Healthcare: If Blue Dogs Run Free

7-31-09, 10:06 am



'If dogs run free, then why not we Across the swooping plain?
My ears hear a symphony
Of two mules, trains and rain.
The best is always yet to come,
That's what they explain to me.
Just do your thing, you'll be king,
If dogs run free.' Bob Dylan,  New Morning, 1970

I am trying to get  more info on the blue-dogs – white-house – senate health care negotiations. Are we headed to a supportable bill, or not?     'If we were starting from scratch, I would favor single-payer,' the President has said.   So he gave the single-payer movement more than just a tip of his hat (I think), even though he shortly backed up to a public option plan where not-for-profit medicine can compete and help drive much needed health care reforms, including universal coverage. It is beginning to look like the administration is backing up from a straightforward 'public option' – essentially a national health service to lead the non-profit sector – to a position that amounts to smuggling in a public option under the guise of a heavier federal funded and regulated coop system modeled on rural cooperative non-profit health providers. 

Thus the negotiations appear to be moving more toward the Netherlands-like solution: eventual universal coverage, private insurance, but many public mandates.   Frankly I need to be convinced that subsidized, regulated coops will have the market power sufficient to restructure costs and reform health care delivery in a system as huge, complex and varied as the current US one. A public plan would seem to garner greater administrative savings, and greater market power to drive change, cover everyone, and backstop cost control efforts. People may justly complain about Medicare defects, but it is far more efficient and popular than ANY OTHER insurance provider.   A public plan could more easily control overall savings and level of quality. It is true that in some rural areas – not an accident that all of the blue-dogs are from rural states – coops function well and certainly at no worse cost than the Canadian National Health Service does in its remote rural areas. However, it's hard to see this model scaling well. The US market is many times the size of Netherlands. 

In addition, eliminating employer mandates from the House legislation and replacing them with individual mandates seems like replacing a lousy hodge-podge of subsidies and taxes with a worse one. At what income level will working people have to pay a penalty – fine – for failing to purchase health insurance – when their employer declines to provide coverage, but you do not qualify for assistance?   Individual mandates seem like an open door to nail workers' disposable income. Any solution where the cost of benefits under reform is deducted from the current take-home pay of any worker under 80K should  be rejected, in my view. This crisis is fundamentally a consequence, in large measure, of long term flat or declining median income  alongside skyrocketing wealth accumulations in financial services corporations. Working people are not getting enough of the pie to play their usual role of saving the economy by starting to spend again. Adding more inequality to the US economy, even if it were in the name of universal health care, is a bad idea.

So, are the Blue Dogs taking just barking? Stinking up the lawn? Or should we lie down with them on the beach, and assume some beers and a philosophical attitude can get both of us thinking about taking care of everyone, taking the profit out of medicine, AND able to say 'National Health Care' and 'Down with socialism' with equal, respective enthusiasm?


Exact copy, no pictures: output all the records that follow.

--------------------

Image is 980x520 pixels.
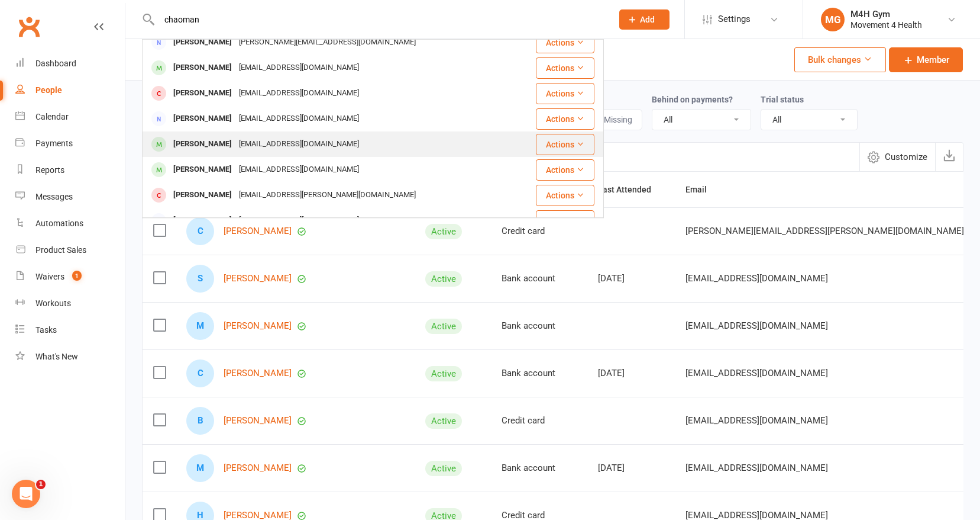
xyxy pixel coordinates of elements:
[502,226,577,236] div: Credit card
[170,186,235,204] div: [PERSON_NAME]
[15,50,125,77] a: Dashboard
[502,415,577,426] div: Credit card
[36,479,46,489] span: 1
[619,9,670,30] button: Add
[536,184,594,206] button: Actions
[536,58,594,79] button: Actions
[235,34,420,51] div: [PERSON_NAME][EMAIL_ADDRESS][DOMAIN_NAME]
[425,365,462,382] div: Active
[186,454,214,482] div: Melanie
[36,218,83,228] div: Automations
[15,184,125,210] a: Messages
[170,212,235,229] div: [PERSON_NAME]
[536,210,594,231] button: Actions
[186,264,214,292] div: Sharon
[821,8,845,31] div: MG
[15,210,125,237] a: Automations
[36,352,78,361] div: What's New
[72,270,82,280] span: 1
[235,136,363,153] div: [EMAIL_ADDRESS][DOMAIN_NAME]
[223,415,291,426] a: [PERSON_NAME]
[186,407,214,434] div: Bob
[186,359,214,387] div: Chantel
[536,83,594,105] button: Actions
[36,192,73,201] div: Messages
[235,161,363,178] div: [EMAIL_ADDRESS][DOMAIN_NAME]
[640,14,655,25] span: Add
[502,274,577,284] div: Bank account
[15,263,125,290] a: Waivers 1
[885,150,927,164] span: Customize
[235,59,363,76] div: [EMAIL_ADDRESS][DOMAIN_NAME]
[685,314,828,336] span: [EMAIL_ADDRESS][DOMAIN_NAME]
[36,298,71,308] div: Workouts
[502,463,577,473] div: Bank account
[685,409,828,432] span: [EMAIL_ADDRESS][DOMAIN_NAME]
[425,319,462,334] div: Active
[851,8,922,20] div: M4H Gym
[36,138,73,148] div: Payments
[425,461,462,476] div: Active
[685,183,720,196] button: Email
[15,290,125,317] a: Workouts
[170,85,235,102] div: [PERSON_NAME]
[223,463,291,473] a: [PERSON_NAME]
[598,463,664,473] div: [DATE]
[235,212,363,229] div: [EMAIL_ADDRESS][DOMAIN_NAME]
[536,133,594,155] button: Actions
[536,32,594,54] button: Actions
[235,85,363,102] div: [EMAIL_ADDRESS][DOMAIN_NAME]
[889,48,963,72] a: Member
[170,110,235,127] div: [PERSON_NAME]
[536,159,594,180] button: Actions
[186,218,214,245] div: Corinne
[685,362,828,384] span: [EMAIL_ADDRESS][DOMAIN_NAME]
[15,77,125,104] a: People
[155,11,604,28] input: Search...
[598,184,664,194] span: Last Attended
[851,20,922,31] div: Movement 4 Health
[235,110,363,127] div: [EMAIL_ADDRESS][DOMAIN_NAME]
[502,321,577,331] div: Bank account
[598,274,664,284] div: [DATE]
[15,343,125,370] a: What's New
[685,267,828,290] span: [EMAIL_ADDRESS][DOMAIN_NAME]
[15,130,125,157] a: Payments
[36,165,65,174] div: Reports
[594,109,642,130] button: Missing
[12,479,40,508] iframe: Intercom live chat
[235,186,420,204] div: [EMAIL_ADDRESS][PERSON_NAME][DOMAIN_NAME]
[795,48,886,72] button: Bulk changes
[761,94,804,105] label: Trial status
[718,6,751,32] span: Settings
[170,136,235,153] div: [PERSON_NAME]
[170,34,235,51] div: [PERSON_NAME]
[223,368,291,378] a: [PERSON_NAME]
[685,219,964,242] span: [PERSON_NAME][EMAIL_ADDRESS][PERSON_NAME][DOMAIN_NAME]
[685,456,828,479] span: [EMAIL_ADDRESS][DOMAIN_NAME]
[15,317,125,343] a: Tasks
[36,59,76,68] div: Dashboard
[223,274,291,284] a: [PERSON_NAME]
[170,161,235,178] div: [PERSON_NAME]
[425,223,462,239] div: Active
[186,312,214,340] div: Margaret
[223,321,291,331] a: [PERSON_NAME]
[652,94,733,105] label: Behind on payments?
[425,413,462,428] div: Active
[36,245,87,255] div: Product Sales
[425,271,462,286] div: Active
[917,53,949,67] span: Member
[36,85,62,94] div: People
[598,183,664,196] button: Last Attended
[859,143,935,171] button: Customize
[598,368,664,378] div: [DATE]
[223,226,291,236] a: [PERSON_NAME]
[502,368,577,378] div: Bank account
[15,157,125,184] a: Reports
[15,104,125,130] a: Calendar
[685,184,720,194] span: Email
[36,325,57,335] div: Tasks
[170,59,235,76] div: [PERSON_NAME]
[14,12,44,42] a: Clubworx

--------------------

## Result of the task
Image is 980x520 pixels.
xyxy pixel coordinates of elements:
[502,226,577,236] div: Credit card
[170,186,235,204] div: [PERSON_NAME]
[15,50,125,77] a: Dashboard
[502,415,577,426] div: Credit card
[36,479,46,489] span: 1
[619,9,670,30] button: Add
[536,184,594,206] button: Actions
[536,58,594,79] button: Actions
[235,34,420,51] div: [PERSON_NAME][EMAIL_ADDRESS][DOMAIN_NAME]
[425,365,462,382] div: Active
[186,454,214,482] div: Melanie
[36,218,83,228] div: Automations
[15,184,125,210] a: Messages
[170,212,235,229] div: [PERSON_NAME]
[536,210,594,231] button: Actions
[186,264,214,292] div: Sharon
[821,8,845,31] div: MG
[15,210,125,237] a: Automations
[36,352,78,361] div: What's New
[72,270,82,280] span: 1
[235,136,363,153] div: [EMAIL_ADDRESS][DOMAIN_NAME]
[223,415,291,426] a: [PERSON_NAME]
[186,407,214,434] div: Bob
[186,359,214,387] div: Chantel
[536,83,594,105] button: Actions
[36,192,73,201] div: Messages
[235,161,363,178] div: [EMAIL_ADDRESS][DOMAIN_NAME]
[640,14,655,25] span: Add
[502,274,577,284] div: Bank account
[15,263,125,290] a: Waivers 1
[885,150,927,164] span: Customize
[235,59,363,76] div: [EMAIL_ADDRESS][DOMAIN_NAME]
[685,314,828,336] span: [EMAIL_ADDRESS][DOMAIN_NAME]
[36,298,71,308] div: Workouts
[502,463,577,473] div: Bank account
[685,409,828,432] span: [EMAIL_ADDRESS][DOMAIN_NAME]
[425,319,462,334] div: Active
[851,8,922,20] div: M4H Gym
[36,138,73,148] div: Payments
[425,461,462,476] div: Active
[685,183,720,196] button: Email
[15,290,125,317] a: Workouts
[170,85,235,102] div: [PERSON_NAME]
[223,463,291,473] a: [PERSON_NAME]
[598,463,664,473] div: [DATE]
[235,212,363,229] div: [EMAIL_ADDRESS][DOMAIN_NAME]
[536,133,594,155] button: Actions
[536,32,594,54] button: Actions
[235,85,363,102] div: [EMAIL_ADDRESS][DOMAIN_NAME]
[889,48,963,72] a: Member
[170,110,235,127] div: [PERSON_NAME]
[536,159,594,180] button: Actions
[186,218,214,245] div: Corinne
[685,362,828,384] span: [EMAIL_ADDRESS][DOMAIN_NAME]
[15,77,125,104] a: People
[155,11,604,28] input: Search...
[598,184,664,194] span: Last Attended
[851,20,922,31] div: Movement 4 Health
[235,110,363,127] div: [EMAIL_ADDRESS][DOMAIN_NAME]
[502,321,577,331] div: Bank account
[598,274,664,284] div: [DATE]
[15,343,125,370] a: What's New
[685,267,828,290] span: [EMAIL_ADDRESS][DOMAIN_NAME]
[15,130,125,157] a: Payments
[36,165,65,174] div: Reports
[594,109,642,130] button: Missing
[12,479,40,508] iframe: Intercom live chat
[235,186,420,204] div: [EMAIL_ADDRESS][PERSON_NAME][DOMAIN_NAME]
[795,48,886,72] button: Bulk changes
[761,94,804,105] label: Trial status
[718,6,751,32] span: Settings
[170,136,235,153] div: [PERSON_NAME]
[170,34,235,51] div: [PERSON_NAME]
[223,368,291,378] a: [PERSON_NAME]
[685,219,964,242] span: [PERSON_NAME][EMAIL_ADDRESS][PERSON_NAME][DOMAIN_NAME]
[685,456,828,479] span: [EMAIL_ADDRESS][DOMAIN_NAME]
[15,317,125,343] a: Tasks
[36,59,76,68] div: Dashboard
[223,274,291,284] a: [PERSON_NAME]
[170,161,235,178] div: [PERSON_NAME]
[425,223,462,239] div: Active
[186,312,214,340] div: Margaret
[223,321,291,331] a: [PERSON_NAME]
[652,94,733,105] label: Behind on payments?
[425,413,462,428] div: Active
[36,245,87,255] div: Product Sales
[425,271,462,286] div: Active
[917,53,949,67] span: Member
[36,85,62,94] div: People
[598,183,664,196] button: Last Attended
[859,143,935,171] button: Customize
[598,368,664,378] div: [DATE]
[223,226,291,236] a: [PERSON_NAME]
[502,368,577,378] div: Bank account
[15,157,125,184] a: Reports
[15,104,125,130] a: Calendar
[685,184,720,194] span: Email
[36,325,57,335] div: Tasks
[170,59,235,76] div: [PERSON_NAME]
[14,12,44,42] a: Clubworx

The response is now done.